Hi

They are a PR firm, so they will respond to $$ arguments. I suggest you build two compliant pages, of exactly the same html code and re-present them differently using CSS (like floats, PDA style. Show this to them, flick between the two explaining how both sites can use the same backend and code base if needed, saving $$$.
Now, try and do the same thing with a page where the presentation is locked up in the HTML Turn _javascript_ off and tell them about functionality.

Explain to them about the importance of web sites being interoperable with each other - of which standards are a stepping stone towards.

You need to do a CSS Zen Garden for PR :D - even better, take them through the csszengarden.com.

At the end of the day separating the business logic from the presentation logic helps everyone in the site development and design food chain. Remember PR and marketing people will respond to completely different arguments than your web dev peers - $$$, results, traffic, feet through the door etc etc they generally don't give a hoot about closing end tags and the like.

HTH
James


On 12/6/05, Donna Jones <[EMAIL PROTECTED]> wrote:
Dear CSS Listers:

in another thread, someone essentially asked "why code like this", in
trying to convince a friend.  I don't think he's getting very good
answers but at any rate, it made me think of a "problem" I'm having and
I've decided to make a new thread.

A non-profit that i've maintained the website for for 8 years or so has
recently had some special grant money and as part of a package hired a
PR firm to work with that segment from the grant (including the
website).  They would rather I continue to maintain it but the PR firm
feels otherwise.  The situation now, the PR firm has put up a number of
pages, its tag soup, tables, js menu (with graphics) - you know.  I've
done the same, based on the PR's firm design - css-p etc.  The
non-profit doesn't know what code is, doesn't know there are browsers
other than IE and don't feel they have the time to learn.

I need to be able to explain, by looking at the surface, the difference
between standards coding versus "you-know-what".  Just about the only
thing I can come up with is the ability to increase font size in IE.  I
also thought of making a PDA example using Opera's PDA emulator and
comparing the two codings, with screen shots, next to each other and did
that but i don't think they get what they're looking at.  Or else make
very short sentences i.e. "what the PR firm is doing is the way someone
would have commonly done it five years ago ... "

Any other ideas.  Also, I'm afraid, the PR firm has convinced them that
I am just the "in-house volunteer" and that *I'm* liable to mess up the
site ... quoting an experience they had when they turned over a site to
another customer.

I hope this is enough on-topic for some discussion.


Please copy every record below exactly, but leave the pictures out.

• **Data for the task**:
----
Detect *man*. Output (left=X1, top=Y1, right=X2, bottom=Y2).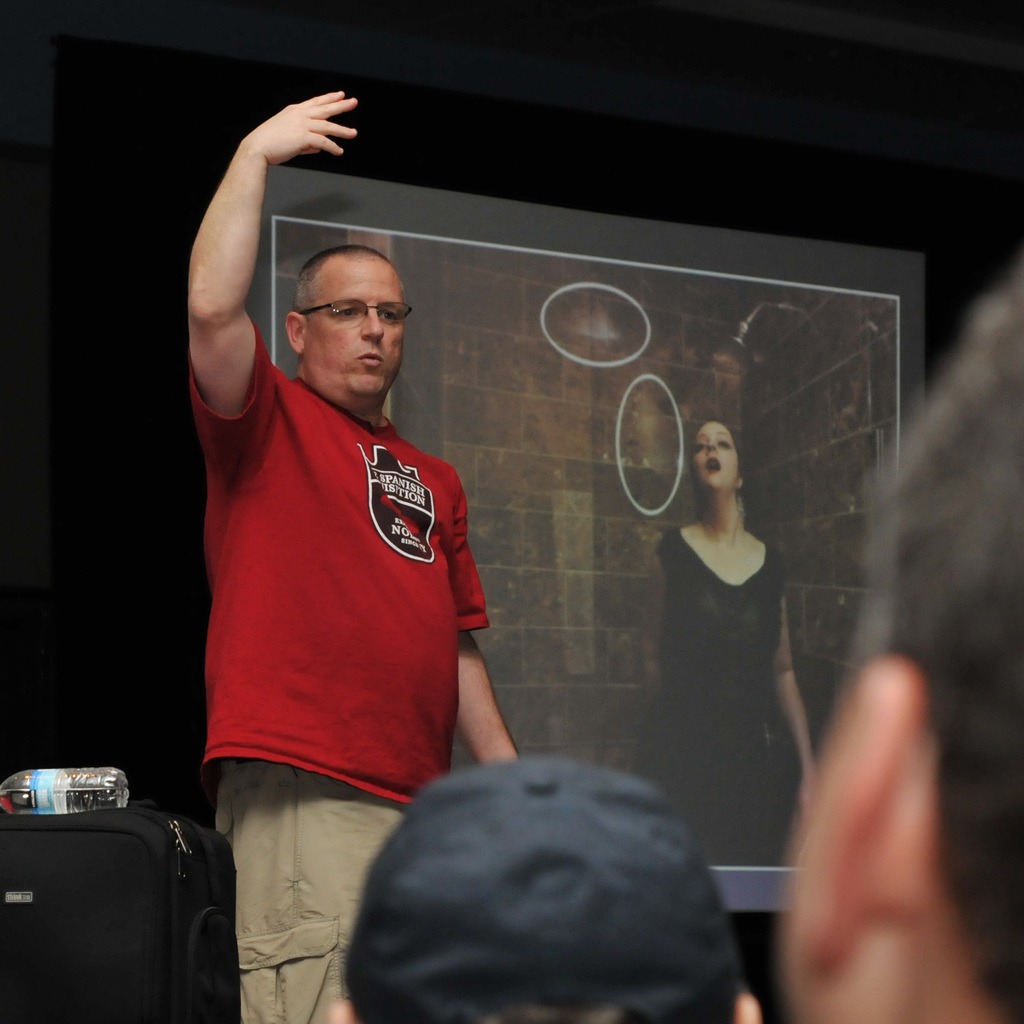
(left=184, top=92, right=523, bottom=1023).
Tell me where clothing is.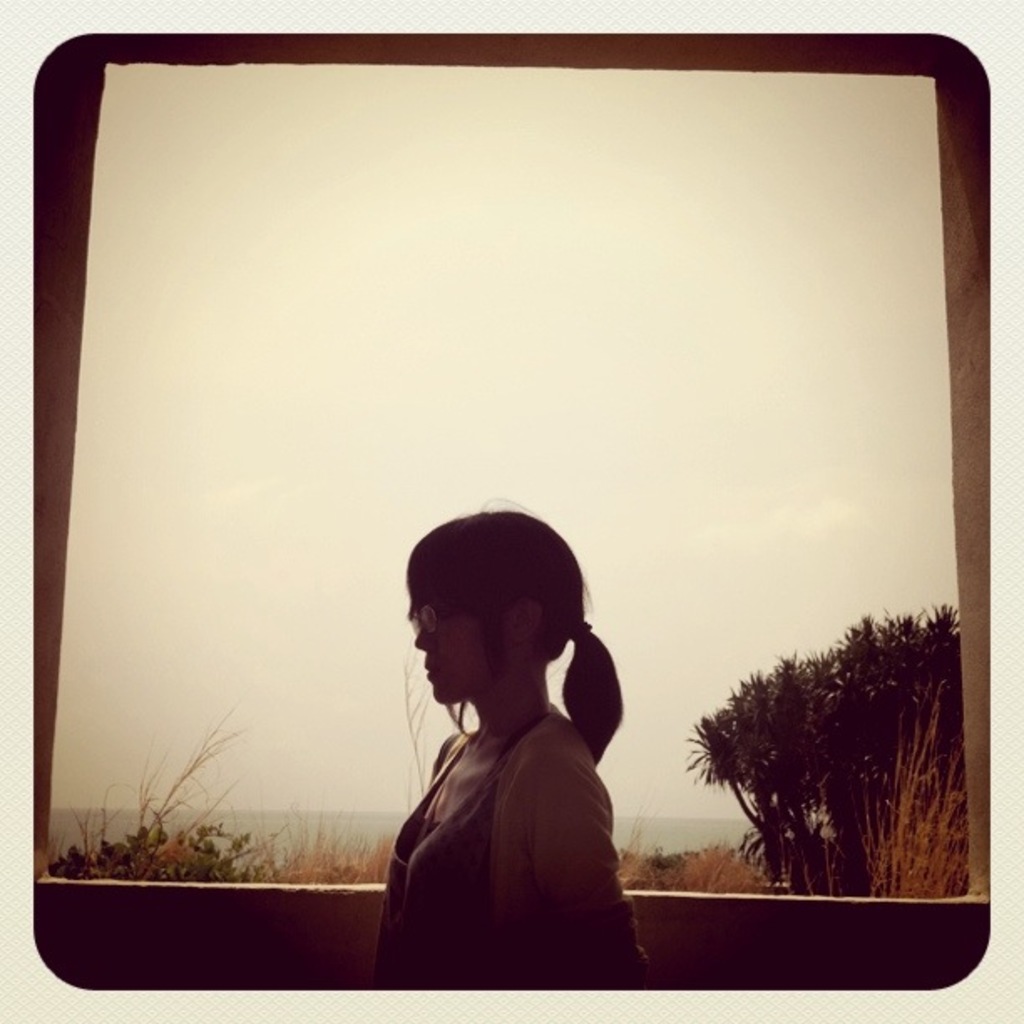
clothing is at 397, 683, 678, 955.
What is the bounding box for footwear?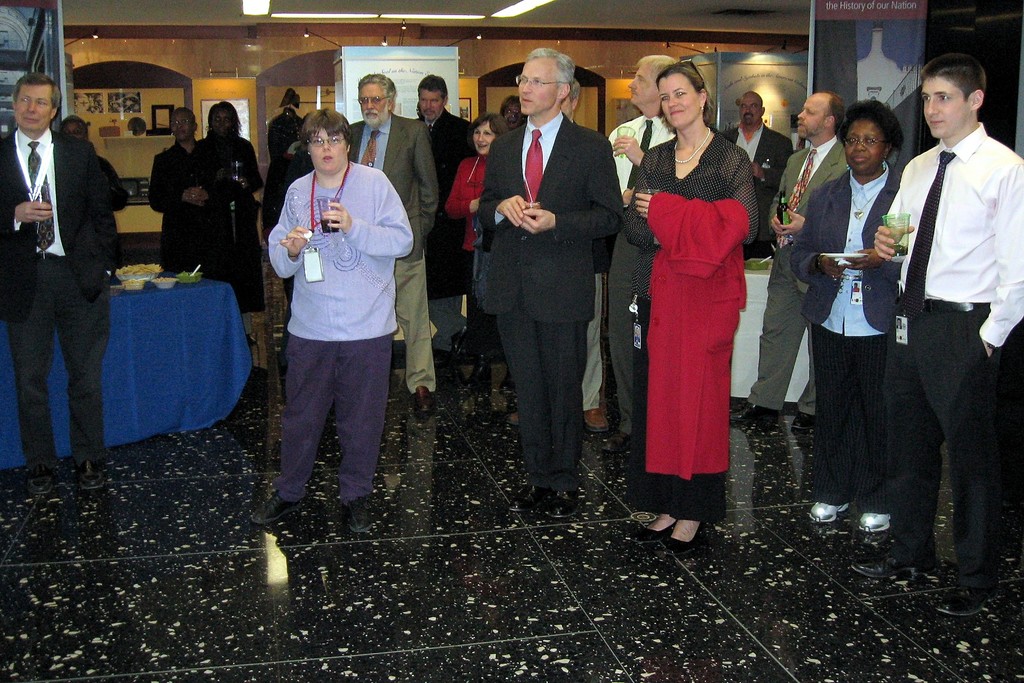
{"left": 460, "top": 353, "right": 494, "bottom": 388}.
----
• **Problem solution**:
Detect *man*. Output (left=X1, top=Y1, right=X2, bottom=Y2).
(left=184, top=92, right=523, bottom=1023).
Tell me where clothing is.
clothing is at 397, 683, 678, 955.
What is the bounding box for footwear?
{"left": 460, "top": 353, "right": 494, "bottom": 388}.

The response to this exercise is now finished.